Roger Zelazny. The Great Book of Amber. The First Amber Pentology – Corwin’s Story: Book 1. Chapter 5, 6

“Very far from here,” I said, “in a place that I learned to love.”

“It is strange that a lord of Amber should have this capacity.”

“What capacity?”

“To love,” she replied.

“Perhaps I chose the wrong word.”

“I doubt it,” she said, “for the ballads of Corwin do touch upon the strings of the heart.”

“The lady is kind.”

“But not wrong,” she replied.

“I’ll give you a ballad one day.”

“What did you do when you dwelled in Shadow?”

“It occurs to me that I was a professional soldier, madam. I fought for whoever would pay me. Also, I composed the words and music to many popular songs.”

“Both these things occur to me as logical and natural.”

“Pray tell me, what of my brother Random?”

“He will marry with a girl among my subjects who is named Vialle. She is blind and has no wooers among our kind.”

“Are you certain,” said I, “that you do the best thing for her?”

“She will obtain good status In this manner,” said Moire, “though he depart after a year and never return. For whatever else may be said of him, be is a prince of Amber.”

“What if she comes to love him?”

“Could anyone really do this thing?”

“In my way, I love him, as a brother.”

“Then this is the first time a son of Amber has ever said such a thing, and I attribute it to your poetic temperament.”

“Whatever,” said I, “be very sure that it is the best thing for the girl.”

“I have considered it,” she told me, “and I am certain. She will recover from whatever pain he inflicts, and after his departure she will be a great lady of my court.”

“So may it be,” I said, and looked away, feeling a sadness come over me—for the girl, of course.
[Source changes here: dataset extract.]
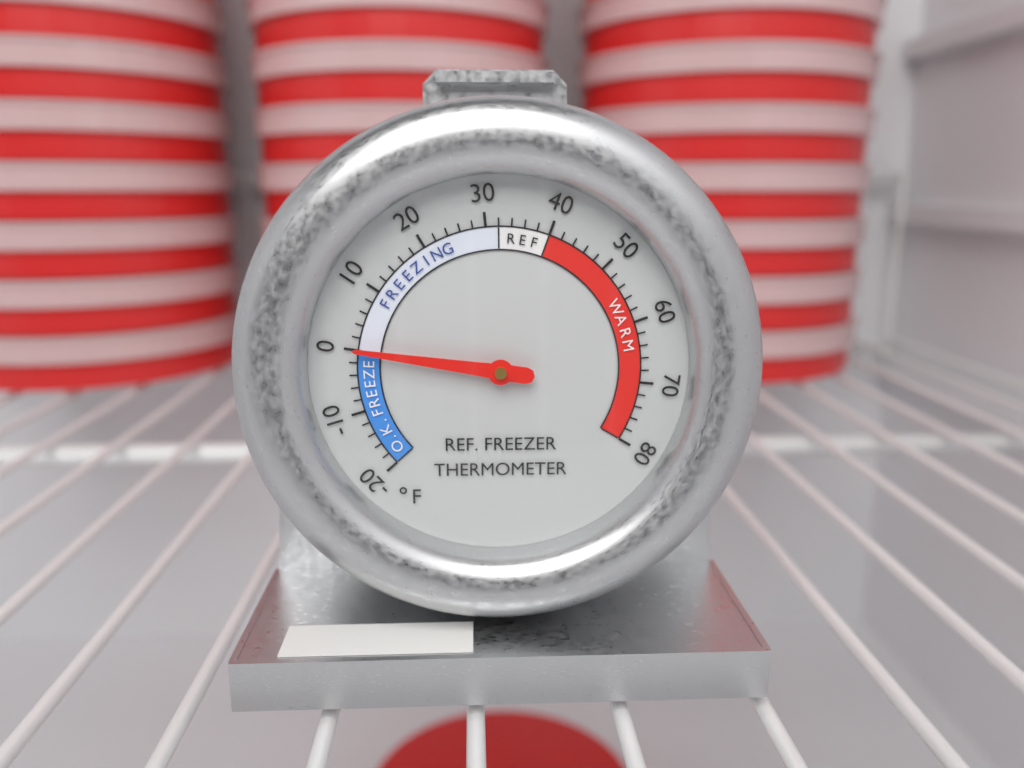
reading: 0 °F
“What may I say to you?” I said. “Perhaps you do a good thing. I hope so.” And I took her hand and kissed it.

“You, Lord Corwin, are the only prince of Amber I might support,” she told me. “save possibly for Benedict. He is gone these twelve years and ten, however, and Lir knows where his bones may lie. Pity.”

“I did not knew this,” I said. “My memory is so screwed up. Please bear with me. I shall miss Benedict, an’ he be dead. He was my Master of Arms and taught me of all weapons. But he was gentle.”

“As are you, Corwin,” she told me, taking my band and drawing me toward her.

“No, not really,” I replied, as I seated myself on the couch at her side. Then she said, “We’ve much time till we dine.” Then she leaned against me with the front of her shoulder which was soft.

“When do we eat?” I asked.

“Whenever I declare it,” she said, and she faced me more fully.

So I drew her upon me and found the catch to the buckle which covered the softness of her belly. There was more softness beneath, and her hair was green.

Upon the couch, I gave her her ballad. Her lips replied without words.

After we had eaten—and I had learned the trick of eating under water, which I might detail later on if circumstances really warrant—we rose from our places within the marble high hall, decorated with nets and ropes of red and brown, and we made our way back along a narrow corridor, and down, down, beneath the floor of the sea itself, first by means of a spiral staircase that screwed its way through absolute darkness and glowed. After about twenty paces, my brother said, “Screw it!” and stepped off the staircase and began swimming downward alongside it.

“It is faster that way,” said Moire.

“And it is a long way down,” said Deirdre, knowing the distance of the one in Amber.

So we all stepped off and swam downward through darkness, beside the glowing, twisting thing.

It took perhaps ten minutes to reach the bottom, but when our feet touched the floor, we stood, with no tendency to drift. There was light about us then, from a few feeble flames set within niches in the wall.